This documentary captures a 40-year journey of passion and scholarship, tracing the creation of a richly illustrated and deeply researched book about Australia’s Milk Bars and Cafés by photojournalist Effy Alexakis and historian Leonard Janiszewski.
Australia’s Greek Cafés and Milk Bars are a unique and global phenomenon. Early Greek migrants came to Australia with little more than an intense work ethic and an enterprising eye. A few saw a future trend in America, imported it and gave it an Australian flavour. In the early 1930s, Australia was a relatively homogenous and rigid society. Those few entrepreneurial Greeks took the associated cultural and financial risks, and succeeded. Greek cafés and milk bars helped to sow the seeds of modern-day multiculturalism but true social acceptance in many conservative communities was hard-won.
Greeks Anglicised their names and hired Australian staff while relying on family labour. They endured unrelenting daily toil, some in slave-like conditions and cultural “othering” in a ‘White Australia’. For decades, they had to eat their own food in the privacy of their homes and withstand the myriad spoken and unspoken rules of Anglo-Australia. Families, especially women, could experience significant social and cultural isolation, particularly in regional areas. Racism was a persistent issue, with Greeks copping derogatory terms (“greasy dago”, “wogs”) and sometimes exclusion or even violence.
Throughout it all, the diaspora held together and helped each other in an ongoing show of national pride and an enduring sense of cultural identity. SHAKEN & STIRRED taps deeper into the well of Australia’s recent rich migrant history. Through the experiences of the Greek diaspora who left their ancient land to escape poverty and war in search of every migrant’s dream of a better life, SHAKEN & STIRRED is a compelling story not just about Greeks but about all of us and our share in the making of modern Australia.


## [Problem]
The entries are to be output once more, word for word.

Recorded data:
━━━━━━
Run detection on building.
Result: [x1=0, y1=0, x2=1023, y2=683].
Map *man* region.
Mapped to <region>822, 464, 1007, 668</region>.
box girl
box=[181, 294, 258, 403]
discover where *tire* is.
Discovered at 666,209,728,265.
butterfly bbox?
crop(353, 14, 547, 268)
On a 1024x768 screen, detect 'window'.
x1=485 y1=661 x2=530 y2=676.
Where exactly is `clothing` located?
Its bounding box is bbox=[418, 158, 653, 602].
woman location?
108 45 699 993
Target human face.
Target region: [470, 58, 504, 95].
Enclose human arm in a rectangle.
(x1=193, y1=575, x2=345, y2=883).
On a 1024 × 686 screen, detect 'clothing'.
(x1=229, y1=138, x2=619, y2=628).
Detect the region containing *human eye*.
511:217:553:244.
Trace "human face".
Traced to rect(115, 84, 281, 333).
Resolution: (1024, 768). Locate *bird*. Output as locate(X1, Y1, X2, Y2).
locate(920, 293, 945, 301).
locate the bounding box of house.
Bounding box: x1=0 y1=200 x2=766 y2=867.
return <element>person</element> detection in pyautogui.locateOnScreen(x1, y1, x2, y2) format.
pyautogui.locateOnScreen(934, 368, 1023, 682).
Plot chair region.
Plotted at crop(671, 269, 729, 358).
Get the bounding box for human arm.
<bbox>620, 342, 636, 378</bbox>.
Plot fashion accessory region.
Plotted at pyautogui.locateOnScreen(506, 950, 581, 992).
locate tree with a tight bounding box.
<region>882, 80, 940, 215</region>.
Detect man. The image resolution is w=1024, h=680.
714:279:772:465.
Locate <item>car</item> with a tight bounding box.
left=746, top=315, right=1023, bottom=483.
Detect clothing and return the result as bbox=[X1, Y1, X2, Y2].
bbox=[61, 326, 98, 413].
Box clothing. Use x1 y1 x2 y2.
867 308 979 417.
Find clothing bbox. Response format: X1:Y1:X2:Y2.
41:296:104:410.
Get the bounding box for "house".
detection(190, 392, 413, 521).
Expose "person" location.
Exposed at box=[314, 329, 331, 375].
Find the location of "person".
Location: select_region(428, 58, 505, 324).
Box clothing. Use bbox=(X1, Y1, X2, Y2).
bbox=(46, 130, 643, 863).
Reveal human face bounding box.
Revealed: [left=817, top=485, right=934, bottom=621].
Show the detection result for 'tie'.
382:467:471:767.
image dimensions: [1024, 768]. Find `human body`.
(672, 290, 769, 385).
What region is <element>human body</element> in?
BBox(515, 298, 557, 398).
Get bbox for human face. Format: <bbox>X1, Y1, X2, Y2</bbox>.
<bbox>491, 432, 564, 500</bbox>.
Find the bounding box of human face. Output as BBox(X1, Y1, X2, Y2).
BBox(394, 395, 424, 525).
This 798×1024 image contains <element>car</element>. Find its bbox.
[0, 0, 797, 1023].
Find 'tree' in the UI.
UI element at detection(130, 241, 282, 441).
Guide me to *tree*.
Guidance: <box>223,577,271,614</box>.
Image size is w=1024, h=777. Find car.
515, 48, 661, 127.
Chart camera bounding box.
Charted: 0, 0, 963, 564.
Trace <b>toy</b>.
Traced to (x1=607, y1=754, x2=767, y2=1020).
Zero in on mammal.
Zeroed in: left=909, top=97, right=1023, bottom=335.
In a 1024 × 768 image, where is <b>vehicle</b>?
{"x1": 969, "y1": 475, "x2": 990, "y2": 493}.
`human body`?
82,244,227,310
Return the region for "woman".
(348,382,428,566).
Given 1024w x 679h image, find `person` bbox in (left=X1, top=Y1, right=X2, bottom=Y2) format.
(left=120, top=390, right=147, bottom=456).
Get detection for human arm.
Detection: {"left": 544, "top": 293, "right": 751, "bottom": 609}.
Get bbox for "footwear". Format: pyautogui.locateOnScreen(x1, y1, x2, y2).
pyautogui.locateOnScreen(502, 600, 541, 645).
━━━━━━
## [Reply to the task]
Run detection on building.
Result: [x1=0, y1=0, x2=1023, y2=683].
Map *man* region.
Mapped to <region>822, 464, 1007, 668</region>.
box girl
box=[181, 294, 258, 403]
discover where *tire* is.
Discovered at 666,209,728,265.
butterfly bbox?
crop(353, 14, 547, 268)
On a 1024x768 screen, detect 'window'.
x1=485 y1=661 x2=530 y2=676.
Where exactly is `clothing` located?
Its bounding box is bbox=[418, 158, 653, 602].
woman location?
108 45 699 993
Target human face.
Target region: [470, 58, 504, 95].
Enclose human arm in a rectangle.
(x1=193, y1=575, x2=345, y2=883).
On a 1024 × 686 screen, detect 'clothing'.
(x1=229, y1=138, x2=619, y2=628).
Detect the region containing *human eye*.
511:217:553:244.
Trace "human face".
Traced to rect(115, 84, 281, 333).
Resolution: (1024, 768). Locate *bird*. Output as locate(X1, Y1, X2, Y2).
locate(920, 293, 945, 301).
locate the bounding box of house.
Bounding box: x1=0 y1=200 x2=766 y2=867.
return <element>person</element> detection in pyautogui.locateOnScreen(x1, y1, x2, y2) format.
pyautogui.locateOnScreen(934, 368, 1023, 682).
Plot chair region.
Plotted at crop(671, 269, 729, 358).
Get the bounding box for human arm.
<bbox>620, 342, 636, 378</bbox>.
Plot fashion accessory region.
Plotted at pyautogui.locateOnScreen(506, 950, 581, 992).
locate tree with a tight bounding box.
<region>882, 80, 940, 215</region>.
Detect man. The image resolution is w=1024, h=680.
714:279:772:465.
Locate <item>car</item> with a tight bounding box.
left=746, top=315, right=1023, bottom=483.
Detect clothing and return the result as bbox=[X1, Y1, X2, Y2].
bbox=[61, 326, 98, 413].
Box clothing. Use x1 y1 x2 y2.
867 308 979 417.
Find clothing bbox. Response format: X1:Y1:X2:Y2.
41:296:104:410.
Get the bounding box for "house".
detection(190, 392, 413, 521).
Expose "person" location.
Exposed at box=[314, 329, 331, 375].
Find the location of "person".
Location: select_region(428, 58, 505, 324).
Box clothing. Use bbox=(X1, Y1, X2, Y2).
bbox=(46, 130, 643, 863).
Reveal human face bounding box.
Revealed: [left=817, top=485, right=934, bottom=621].
Show the detection result for 'tie'.
382:467:471:767.
image dimensions: [1024, 768]. Find `human body`.
(672, 290, 769, 385).
What region is <element>human body</element> in?
BBox(515, 298, 557, 398).
Get bbox for human face. Format: <bbox>X1, Y1, X2, Y2</bbox>.
<bbox>491, 432, 564, 500</bbox>.
Find the bounding box of human face. Output as BBox(X1, Y1, X2, Y2).
BBox(394, 395, 424, 525).
This 798×1024 image contains <element>car</element>. Find its bbox.
[0, 0, 797, 1023].
Find 'tree' in the UI.
UI element at detection(130, 241, 282, 441).
Guide me to *tree*.
Guidance: <box>223,577,271,614</box>.
Image size is w=1024, h=777. Find car.
515, 48, 661, 127.
Chart camera bounding box.
Charted: 0, 0, 963, 564.
Trace <b>toy</b>.
Traced to (x1=607, y1=754, x2=767, y2=1020).
Zero in on mammal.
Zeroed in: left=909, top=97, right=1023, bottom=335.
In a 1024 × 768 image, where is <b>vehicle</b>?
{"x1": 969, "y1": 475, "x2": 990, "y2": 493}.
`human body`?
82,244,227,310
Return the region for "woman".
(348,382,428,566).
Given 1024w x 679h image, find `person` bbox in (left=X1, top=Y1, right=X2, bottom=Y2) format.
(left=120, top=390, right=147, bottom=456).
Get detection for human arm.
Detection: {"left": 544, "top": 293, "right": 751, "bottom": 609}.
Get bbox for "footwear". Format: pyautogui.locateOnScreen(x1, y1, x2, y2).
pyautogui.locateOnScreen(502, 600, 541, 645).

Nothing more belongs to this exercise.